For producer John Cohen,’80, his path to Hollywood began with a flipbook and a Brookside teacher who put the power of film in the hands of his youngest students. That encouragement is something that Cohen, whose films include the blockbusters Angry Birds and Despicable Me, has never forgotten.
“I always loved to draw as a kid, and when I was in first grade, (Brookside visual arts teacher) Doug Cooper showed me how to make a flipbook using a little pad of paper,” says Cohen. “He showed me that you could make your own story.”
Cooper was soon encouraging Cohen to film short animations using the school’s eight millimeter camera. “I loved doing these short films and getting my friends to do the voices and using Orff instruments to do the score,” Cohen says.
Those short films soon led to entries in the Michigan Student Film Festival, which Cohen won several times. Before long, he became known as “the film kid” and whenever a question arose about a movie – old or new – people turned to Cohen for the answers.
Beyond the early encouragement of Doug Cooper, Cohen says that Cranbrook and its teachers played a major role in his pursuit of film as a career. “People like Jeffrey Welch, Peter Charney, Joan Snead and Barbara Dinning had a huge impact on my life. Without their support and encouragement, I know I would not be doing what I am today. Their belief in my far-fetched dreams meant the world to me and still does.”
After graduating from Cranbrook, Cohen initially headed east to the Tisch School of Film at New York University. “I started to work as a production assistant,” he says. “I did internships and anything I could to get exposure to the film industry.”
While still a student at NYU, Cohen was offered a full-time job as the assistant of producer Scott Rudin, whose credits include No Country for Old Men, Zoolander and School of Rock among dozens of other hits.
“It was a crash course in everything that I wanted to know and hoped to learn about film,” says Cohen. “Truly, those two and a half years were like graduate school.”
During his tenure with Rudin’s firm, Cohen spent time on the set of films such as The Truman Show, Sleepy Hollow, the South Park movie and Wonderboys. “I was able to experience and learn about the development of films from scripts through to marketing,” he says.
When Cohen made the inevitable journey to Los Angeles, he landed at 20th Century Fox Animation where he served as a producer on films such as Ice Age, Robots, Alvin & the Chipmunks and Horton Hears a Who, which was the first Seuss film produced with digital animation.
Cohen took a special interest in characters that had captured his imagination as a child, such as Alvin & the Chipmunks. “I was a huge fan as a kid and I approached the creators to develop that first movie,” he says. It was that same enthusiasm that led to his working with the family of cartoonist Charles Schulz to create a CGI short film featuring Snoopy and Woodstock, which eventually led to the 2015 Peanuts movie.
As a producer, it is Cohen’s job to guide the film from inception to completion and then, hopefully, on to the sequel. With Angry Birds, he was involved from the earliest stages of the story’s development and then assembled the entire creative and production team for the movie.
That included building entire studios in Los Angeles and Vancouver to house the film’s directors, editorial staff, storyboard artists, operational staff and the hundreds of other individuals it takes to put together a modern animated film.
“My role continued from there into casting, production and all the way through marketing and distribution of the film,” Cohen says.
The highlight for Cohen was to see the movie for the first time with a real audience. “You work on a movie for so long in a vacuum and every day we’d sit in editorial and we’d be laughing, but you’re in small groups and you’re hoping that other people will like it,” he says. In the final months, you begin to show the film to real audiences and you get to see it with real people watching it for the first time. To hear those people laughing in all the places you laughed is far and away the best feeling.”
Today, Cohen is at work on Angry Birds II and is developing the new version of Garfield, another character he loved as a child.
Looking back on his lifelong love of film, Cohen says, “So much of what you get to do in life is based on luck but that’s especially true in the entertainment industry. There is not a day that goes by that I don’t pinch myself. I feel so, so truly lucky to be able to do what I do for a living.”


◆ AIM OF THE TASK
From the records below, set down exactly the lines starting with the line that contains "Task: Click on the label: Its that easy!" and going on through the line that contains "This screenshot has height=324, width=729.". Nothing else is wanted.
##### INFORMATION GIVEN #####
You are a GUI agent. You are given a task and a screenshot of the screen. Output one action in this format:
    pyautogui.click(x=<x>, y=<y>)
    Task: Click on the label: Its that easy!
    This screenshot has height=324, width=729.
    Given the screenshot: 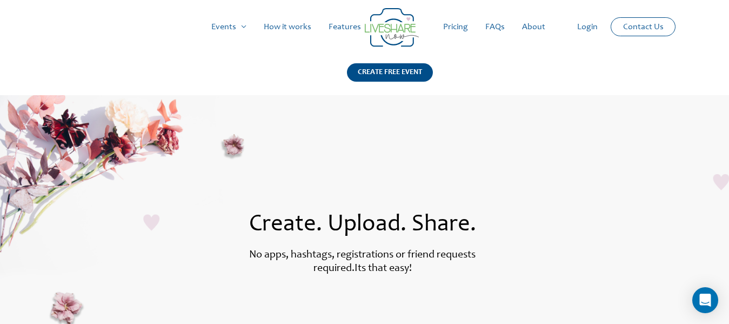 What is the action you would take?
    pyautogui.click(x=383, y=269)
    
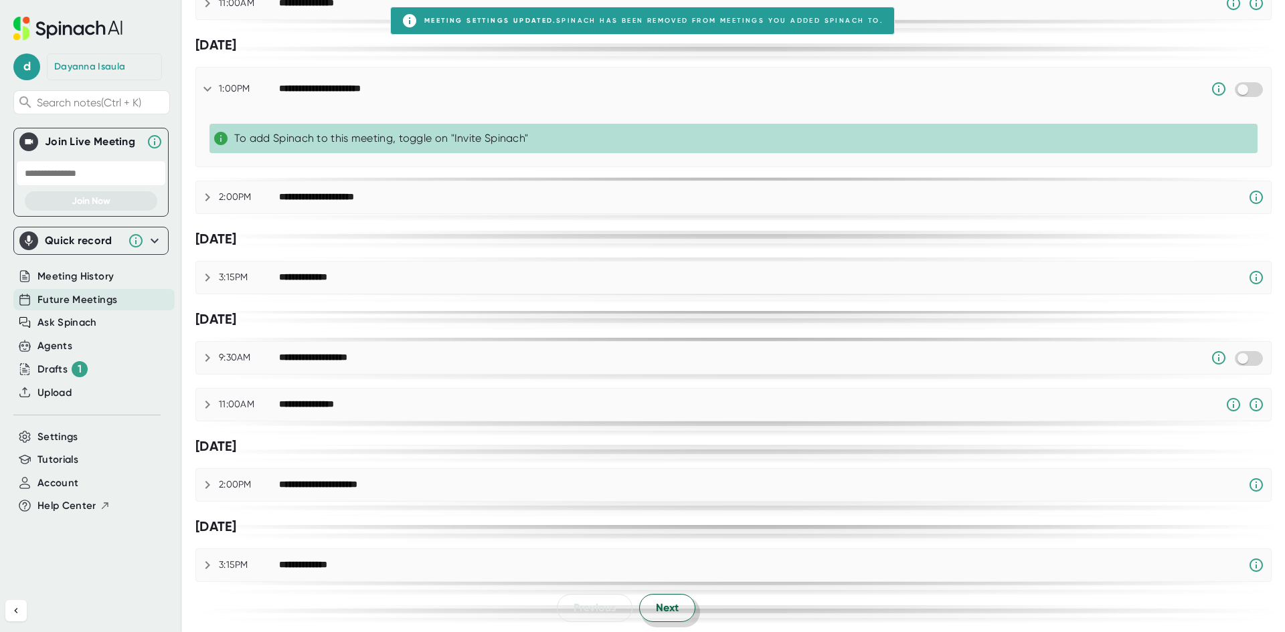 The image size is (1285, 632). Describe the element at coordinates (16, 611) in the screenshot. I see `button: Collapse sidebar` at that location.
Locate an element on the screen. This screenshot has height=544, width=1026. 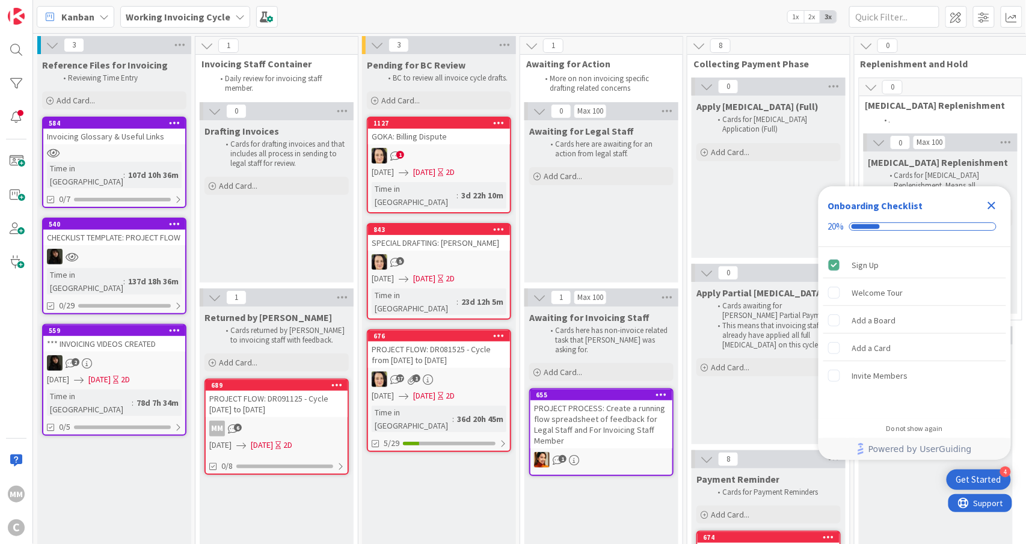
div: 559 is located at coordinates (117, 331).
#####
◆ SOLUTION TO THIS PROBLEM
    Task: Click on the label: Its that easy!
    This screenshot has height=324, width=729.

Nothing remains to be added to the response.